Renewal
Botanicals

Renewal

Ozark, MO · April 11, 2026 · 16:54 LT
Capture sheet
Body
NIKON CORPORATION NIKON Z 8
Lens
NIKKOR Z MC 105mm f/2.8 VR S
Aperture
f/7.1
Shutter
1/1000
Focal
105 mm
Focal length
105mm
The making of

This is my favorite shot of the season, and I think it's because of what it's about to do. A bud on a bare twig - an oak, I believe, though I won't pretend to be sure. What I love is the moment I caught it in: the brown bud scales, the tough little casing that carried it through the cold, finally splitting open. And there inside, the palest green and gold, soft and new, edged all over with fine silver hairs. Out of something so small, so guarded, so easy to overlook, a whole broad leaf is preparing to unfurl. The full canopy of a mature tree begins right here, in a thing barely bigger than a grain of rice. I'm 57. And I'll be honest - I didn't expect a tree bud to move me the way this one did. But there's a quiet message in it I needed to hear: that renewal isn't reserved for the young. That growth doesn't end when you stop being new. The tree this belongs to may be decades old, and still, every single spring, it does this - it pushes out fresh life, soft and hopeful and reaching, from old and weathered wood. There's beauty in growing. There's beauty in maturing. And there is beauty, maybe most of all, in the fact that the reaching never really has to stop. Whatever our age, whatever winter we've just come through, something in us can still split our hard casing and start anew. That gives me hope. For the tree, and for all of us.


- [EXERCISE OBJECTIVE] All records below are to be duplicated exactly, with every picture excluded.
------------------------------
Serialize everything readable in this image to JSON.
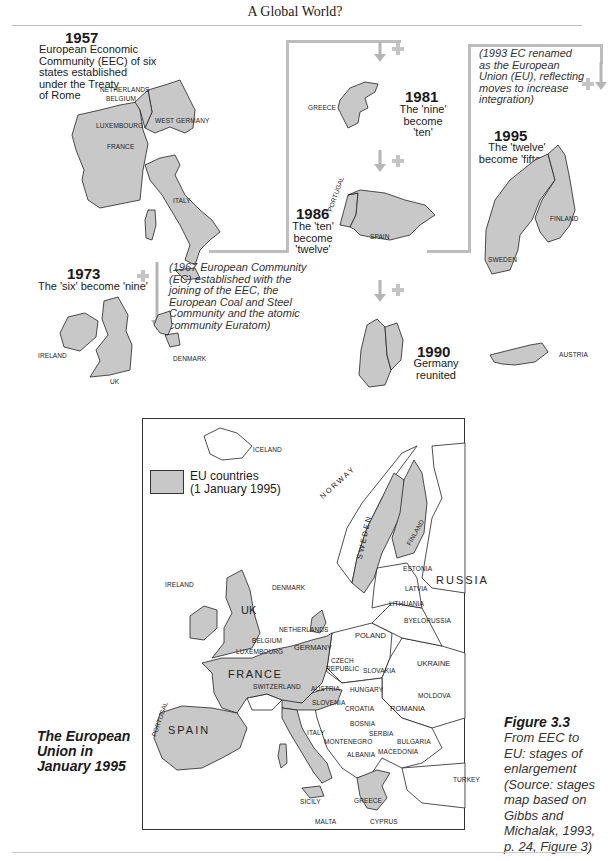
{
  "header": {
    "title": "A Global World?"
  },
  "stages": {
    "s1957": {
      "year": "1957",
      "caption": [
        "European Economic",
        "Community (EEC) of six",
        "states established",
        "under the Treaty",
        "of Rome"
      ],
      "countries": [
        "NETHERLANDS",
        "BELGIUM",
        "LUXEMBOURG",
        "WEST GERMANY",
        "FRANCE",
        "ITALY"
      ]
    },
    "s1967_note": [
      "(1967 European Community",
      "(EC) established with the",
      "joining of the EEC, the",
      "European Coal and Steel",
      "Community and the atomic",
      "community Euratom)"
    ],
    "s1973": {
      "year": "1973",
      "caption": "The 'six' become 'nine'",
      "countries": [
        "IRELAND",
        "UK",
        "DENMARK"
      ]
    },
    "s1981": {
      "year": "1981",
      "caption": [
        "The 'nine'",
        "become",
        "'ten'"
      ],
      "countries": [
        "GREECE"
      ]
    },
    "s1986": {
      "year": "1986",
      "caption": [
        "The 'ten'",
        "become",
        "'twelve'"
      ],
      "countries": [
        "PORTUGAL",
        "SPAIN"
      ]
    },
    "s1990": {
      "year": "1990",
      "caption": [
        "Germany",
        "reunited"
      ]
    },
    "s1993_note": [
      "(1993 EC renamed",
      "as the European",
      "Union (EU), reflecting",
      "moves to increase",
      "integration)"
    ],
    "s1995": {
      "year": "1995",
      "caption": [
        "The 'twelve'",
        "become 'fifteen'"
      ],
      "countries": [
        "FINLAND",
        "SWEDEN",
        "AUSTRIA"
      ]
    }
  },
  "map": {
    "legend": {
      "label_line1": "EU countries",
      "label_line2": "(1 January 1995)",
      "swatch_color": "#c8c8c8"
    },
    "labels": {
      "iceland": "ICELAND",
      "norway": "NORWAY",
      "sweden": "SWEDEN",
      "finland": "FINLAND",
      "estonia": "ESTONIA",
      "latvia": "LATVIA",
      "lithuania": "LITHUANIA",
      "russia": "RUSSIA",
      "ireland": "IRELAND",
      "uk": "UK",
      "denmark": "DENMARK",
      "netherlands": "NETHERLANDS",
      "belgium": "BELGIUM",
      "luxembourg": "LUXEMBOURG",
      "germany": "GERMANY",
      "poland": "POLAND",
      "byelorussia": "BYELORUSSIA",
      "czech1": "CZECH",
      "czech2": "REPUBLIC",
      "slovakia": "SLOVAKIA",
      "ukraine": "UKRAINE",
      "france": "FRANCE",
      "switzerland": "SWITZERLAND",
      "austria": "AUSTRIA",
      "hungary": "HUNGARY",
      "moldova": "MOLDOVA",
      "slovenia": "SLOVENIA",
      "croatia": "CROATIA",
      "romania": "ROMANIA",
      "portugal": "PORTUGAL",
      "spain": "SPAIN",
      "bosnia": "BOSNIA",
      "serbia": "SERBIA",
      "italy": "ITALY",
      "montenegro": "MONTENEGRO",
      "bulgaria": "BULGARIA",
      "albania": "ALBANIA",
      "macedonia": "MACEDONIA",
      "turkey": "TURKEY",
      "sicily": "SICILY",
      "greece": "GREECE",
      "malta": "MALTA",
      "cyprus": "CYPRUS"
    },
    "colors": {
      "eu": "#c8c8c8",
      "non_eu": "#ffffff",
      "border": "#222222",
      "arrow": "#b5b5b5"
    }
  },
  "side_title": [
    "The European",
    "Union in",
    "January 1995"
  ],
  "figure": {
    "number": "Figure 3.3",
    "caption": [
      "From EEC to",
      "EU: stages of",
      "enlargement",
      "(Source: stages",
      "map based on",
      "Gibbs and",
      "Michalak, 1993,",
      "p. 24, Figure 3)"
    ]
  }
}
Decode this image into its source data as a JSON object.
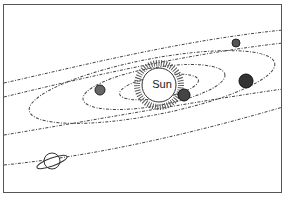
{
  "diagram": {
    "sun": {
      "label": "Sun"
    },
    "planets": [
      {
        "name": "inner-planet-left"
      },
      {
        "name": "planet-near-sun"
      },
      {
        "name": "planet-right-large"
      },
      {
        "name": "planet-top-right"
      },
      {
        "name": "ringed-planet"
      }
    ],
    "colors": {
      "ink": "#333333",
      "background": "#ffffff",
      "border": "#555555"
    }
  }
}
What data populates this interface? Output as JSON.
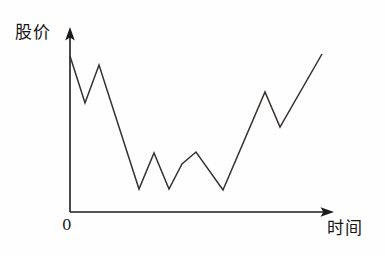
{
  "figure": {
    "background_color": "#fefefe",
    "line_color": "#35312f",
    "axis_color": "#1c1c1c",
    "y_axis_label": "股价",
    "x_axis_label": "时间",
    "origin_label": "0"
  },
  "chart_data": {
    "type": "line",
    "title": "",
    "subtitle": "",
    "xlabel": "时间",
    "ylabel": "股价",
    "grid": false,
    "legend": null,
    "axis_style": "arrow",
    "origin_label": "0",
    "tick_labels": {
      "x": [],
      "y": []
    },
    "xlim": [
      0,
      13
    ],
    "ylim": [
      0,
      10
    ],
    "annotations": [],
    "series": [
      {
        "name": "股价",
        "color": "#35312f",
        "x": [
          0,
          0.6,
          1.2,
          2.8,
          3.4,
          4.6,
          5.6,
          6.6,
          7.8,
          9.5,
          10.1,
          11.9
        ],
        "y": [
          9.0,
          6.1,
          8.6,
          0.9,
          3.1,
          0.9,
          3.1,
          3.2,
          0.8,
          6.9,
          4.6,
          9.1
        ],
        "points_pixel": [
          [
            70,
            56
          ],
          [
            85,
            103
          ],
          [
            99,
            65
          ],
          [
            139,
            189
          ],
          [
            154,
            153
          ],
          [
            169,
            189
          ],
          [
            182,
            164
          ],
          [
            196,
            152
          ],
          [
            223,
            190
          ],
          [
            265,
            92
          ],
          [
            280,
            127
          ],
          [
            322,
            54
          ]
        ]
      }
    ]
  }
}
------------------------------
- [SOLVED EXERCISE]
Serialize everything readable in this image to JSON.
{
  "header": {
    "title": "A Global World?"
  },
  "stages": {
    "s1957": {
      "year": "1957",
      "caption": [
        "European Economic",
        "Community (EEC) of six",
        "states established",
        "under the Treaty",
        "of Rome"
      ],
      "countries": [
        "NETHERLANDS",
        "BELGIUM",
        "LUXEMBOURG",
        "WEST GERMANY",
        "FRANCE",
        "ITALY"
      ]
    },
    "s1967_note": [
      "(1967 European Community",
      "(EC) established with the",
      "joining of the EEC, the",
      "European Coal and Steel",
      "Community and the atomic",
      "community Euratom)"
    ],
    "s1973": {
      "year": "1973",
      "caption": "The 'six' become 'nine'",
      "countries": [
        "IRELAND",
        "UK",
        "DENMARK"
      ]
    },
    "s1981": {
      "year": "1981",
      "caption": [
        "The 'nine'",
        "become",
        "'ten'"
      ],
      "countries": [
        "GREECE"
      ]
    },
    "s1986": {
      "year": "1986",
      "caption": [
        "The 'ten'",
        "become",
        "'twelve'"
      ],
      "countries": [
        "PORTUGAL",
        "SPAIN"
      ]
    },
    "s1990": {
      "year": "1990",
      "caption": [
        "Germany",
        "reunited"
      ]
    },
    "s1993_note": [
      "(1993 EC renamed",
      "as the European",
      "Union (EU), reflecting",
      "moves to increase",
      "integration)"
    ],
    "s1995": {
      "year": "1995",
      "caption": [
        "The 'twelve'",
        "become 'fifteen'"
      ],
      "countries": [
        "FINLAND",
        "SWEDEN",
        "AUSTRIA"
      ]
    }
  },
  "map": {
    "legend": {
      "label_line1": "EU countries",
      "label_line2": "(1 January 1995)",
      "swatch_color": "#c8c8c8"
    },
    "labels": {
      "iceland": "ICELAND",
      "norway": "NORWAY",
      "sweden": "SWEDEN",
      "finland": "FINLAND",
      "estonia": "ESTONIA",
      "latvia": "LATVIA",
      "lithuania": "LITHUANIA",
      "russia": "RUSSIA",
      "ireland": "IRELAND",
      "uk": "UK",
      "denmark": "DENMARK",
      "netherlands": "NETHERLANDS",
      "belgium": "BELGIUM",
      "luxembourg": "LUXEMBOURG",
      "germany": "GERMANY",
      "poland": "POLAND",
      "byelorussia": "BYELORUSSIA",
      "czech1": "CZECH",
      "czech2": "REPUBLIC",
      "slovakia": "SLOVAKIA",
      "ukraine": "UKRAINE",
      "france": "FRANCE",
      "switzerland": "SWITZERLAND",
      "austria": "AUSTRIA",
      "hungary": "HUNGARY",
      "moldova": "MOLDOVA",
      "slovenia": "SLOVENIA",
      "croatia": "CROATIA",
      "romania": "ROMANIA",
      "portugal": "PORTUGAL",
      "spain": "SPAIN",
      "bosnia": "BOSNIA",
      "serbia": "SERBIA",
      "italy": "ITALY",
      "montenegro": "MONTENEGRO",
      "bulgaria": "BULGARIA",
      "albania": "ALBANIA",
      "macedonia": "MACEDONIA",
      "turkey": "TURKEY",
      "sicily": "SICILY",
      "greece": "GREECE",
      "malta": "MALTA",
      "cyprus": "CYPRUS"
    },
    "colors": {
      "eu": "#c8c8c8",
      "non_eu": "#ffffff",
      "border": "#222222",
      "arrow": "#b5b5b5"
    }
  },
  "side_title": [
    "The European",
    "Union in",
    "January 1995"
  ],
  "figure": {
    "number": "Figure 3.3",
    "caption": [
      "From EEC to",
      "EU: stages of",
      "enlargement",
      "(Source: stages",
      "map based on",
      "Gibbs and",
      "Michalak, 1993,",
      "p. 24, Figure 3)"
    ]
  }
}
Decode this image into its source data as a JSON object.
{
  "diagram": {
    "sun": {
      "label": "Sun"
    },
    "planets": [
      {
        "name": "inner-planet-left"
      },
      {
        "name": "planet-near-sun"
      },
      {
        "name": "planet-right-large"
      },
      {
        "name": "planet-top-right"
      },
      {
        "name": "ringed-planet"
      }
    ],
    "colors": {
      "ink": "#333333",
      "background": "#ffffff",
      "border": "#555555"
    }
  }
}
What data populates this interface? Output as JSON.
{
  "figure": {
    "background_color": "#fefefe",
    "line_color": "#35312f",
    "axis_color": "#1c1c1c",
    "y_axis_label": "股价",
    "x_axis_label": "时间",
    "origin_label": "0"
  },
  "chart_data": {
    "type": "line",
    "title": "",
    "subtitle": "",
    "xlabel": "时间",
    "ylabel": "股价",
    "grid": false,
    "legend": null,
    "axis_style": "arrow",
    "origin_label": "0",
    "tick_labels": {
      "x": [],
      "y": []
    },
    "xlim": [
      0,
      13
    ],
    "ylim": [
      0,
      10
    ],
    "annotations": [],
    "series": [
      {
        "name": "股价",
        "color": "#35312f",
        "x": [
          0,
          0.6,
          1.2,
          2.8,
          3.4,
          4.6,
          5.6,
          6.6,
          7.8,
          9.5,
          10.1,
          11.9
        ],
        "y": [
          9.0,
          6.1,
          8.6,
          0.9,
          3.1,
          0.9,
          3.1,
          3.2,
          0.8,
          6.9,
          4.6,
          9.1
        ],
        "points_pixel": [
          [
            70,
            56
          ],
          [
            85,
            103
          ],
          [
            99,
            65
          ],
          [
            139,
            189
          ],
          [
            154,
            153
          ],
          [
            169,
            189
          ],
          [
            182,
            164
          ],
          [
            196,
            152
          ],
          [
            223,
            190
          ],
          [
            265,
            92
          ],
          [
            280,
            127
          ],
          [
            322,
            54
          ]
        ]
      }
    ]
  }
}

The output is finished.